What's more, Bush admitted he was a murderer in his 2003 SOTU:

"The war goes on, and we are winning... All told, more than 3,000 suspected terrorists have been arrested in many countries. And many others have met a different fate. Let's put it this way: They are no longer a problem to the United States and our friends and allies."

That's extra-judicial killings in an undeclared and illegal war - murder!

You don't get to kill people just because you stole a few elections, even in the US.

There's a good account of the laws of war as applied to Iraq here

Anonymous said...

Uranus:

I definitely think the money paid to the 9/11 families was to forestall questions. It eased their guilt complex and they felt free to exploit photo ops for poltical campaigns. Creeps.

Anonymous said...

Chances are, if we ever get at the truth about 9/11, it'll be something none of us expected. How about the talk regarding the theft of trillion(s) in gold bullion being stored beneath the World Trade Center? What about the involvement of AIG Insurance? It wouldn't surprise me to discover 9/11 was engineered by the insurance industry. Bin Laden is nothing more than the first name which comes to mind, and never struck me as a guy with enough snap to design and implement a mess like that.

Anonymous said...

Uranus, this deserves a deeper discussion but, basically, gold is heavy as hell and stealing any appreciable amount of it couldn't be done on 911 in the time available.

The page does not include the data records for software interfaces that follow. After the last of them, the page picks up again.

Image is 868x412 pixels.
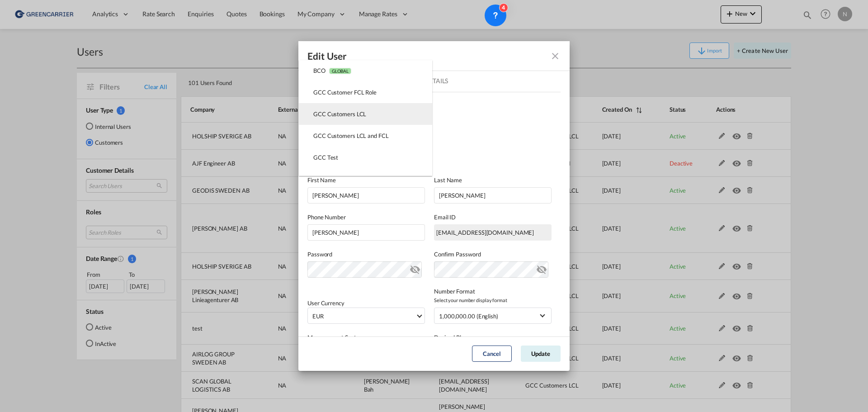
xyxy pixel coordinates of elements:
span: GLOBAL [329,68,351,74]
div: LCL TEST [313,175,338,183]
div: GCC Customers LCL [313,110,366,118]
div: BCO [313,66,351,75]
div: GCC Customers LCL and FCL [313,132,389,140]
div: GCC Customer FCL Role [313,88,377,96]
div: GCC Test [313,153,338,162]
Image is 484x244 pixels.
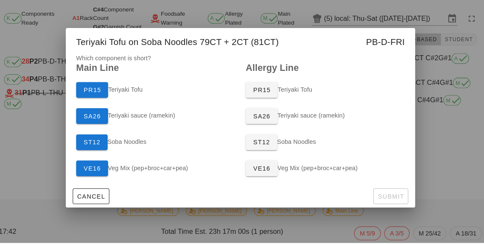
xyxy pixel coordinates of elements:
div: Teriyaki sauce (ramekin) [242,108,407,133]
button: SA26 [82,113,113,128]
button: VE16 [247,164,278,179]
div: Soba Noodles [242,133,407,159]
span: PR15 [254,92,271,99]
button: PR15 [82,88,113,103]
button: Cancel [79,191,114,207]
span: ST12 [89,143,106,150]
span: SA26 [89,117,106,124]
span: ST12 [254,143,271,150]
h2: Main Line [82,69,237,78]
div: Teriyaki Tofu on Soba Noodles 79CT + 2CT (81CT) [72,35,412,60]
span: VE16 [89,168,106,175]
div: Teriyaki Tofu [242,82,407,108]
div: Teriyaki Tofu [77,82,242,108]
div: Veg Mix (pep+broc+car+pea) [242,159,407,185]
h2: Allergy Line [247,69,402,78]
div: Which component is short? [72,60,412,188]
span: PR15 [89,92,106,99]
button: SA26 [247,113,278,128]
span: VE16 [254,168,271,175]
button: ST12 [82,139,113,154]
button: VE16 [82,164,113,179]
span: Cancel [82,196,111,202]
span: SA26 [254,117,271,124]
button: PR15 [247,88,278,103]
div: Soba Noodles [77,133,242,159]
div: Teriyaki sauce (ramekin) [77,108,242,133]
button: ST12 [247,139,278,154]
span: PB-D-FRI [364,42,402,55]
div: Veg Mix (pep+broc+car+pea) [77,159,242,185]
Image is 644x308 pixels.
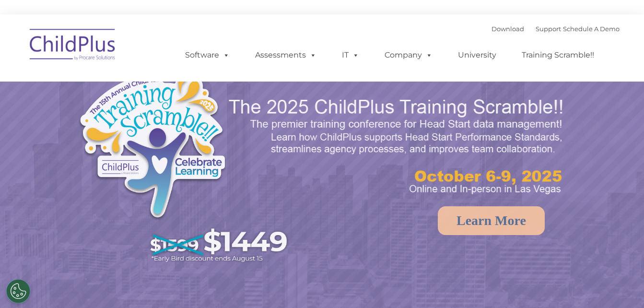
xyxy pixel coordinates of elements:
[375,46,442,65] a: Company
[492,25,524,32] a: Download
[535,25,561,32] a: Support
[563,25,619,32] a: Schedule A Demo
[333,46,369,65] a: IT
[492,25,619,32] font: |
[512,46,603,65] a: Training Scramble!!
[245,46,326,65] a: Assessments
[448,46,506,65] a: University
[176,46,239,65] a: Software
[25,22,121,70] img: ChildPlus by Procare Solutions
[6,279,30,303] button: Cookies Settings
[438,207,544,235] a: Learn More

There is a claim via Tom Flocco that "on or about September 12, 1991 non-performing and unauthorized gold-backed debt instruments were used to purchase ten-year 'Brady' bonds. The bonds in turn were illegally employed as collateral to borrow $240 billion." These notes were supposed to come due on Sept 12 2001. The claim is that the destruction of the WTCs and/or WTC7 were designed to destroy the financial records necessary to redeem the debt.

I have no way of assessing the Flocco claim, it may even be legitimate. (link)

I haven't followed up on the AIG insurance aspect either, but this seems to be Richard Grove's gig. (link)

Larry Silverstein made a lousy business deal on the WTCs when he took up a 99 year lease in July 2001(!) The place was half empty, they couldn't get tenants, the buildings needed massive refurbishment, and neither the public nor the city liked them. But he made massive profits on the insurance policy taken for the twin towers just a month or so before the attacks, which allowed him to make separate claims for each building. Must have been one of the best timed business decisions ever. 1 2 3 4

These are only the basics anyone can find (I'm caught up elsewhere at the moment). Hope they help.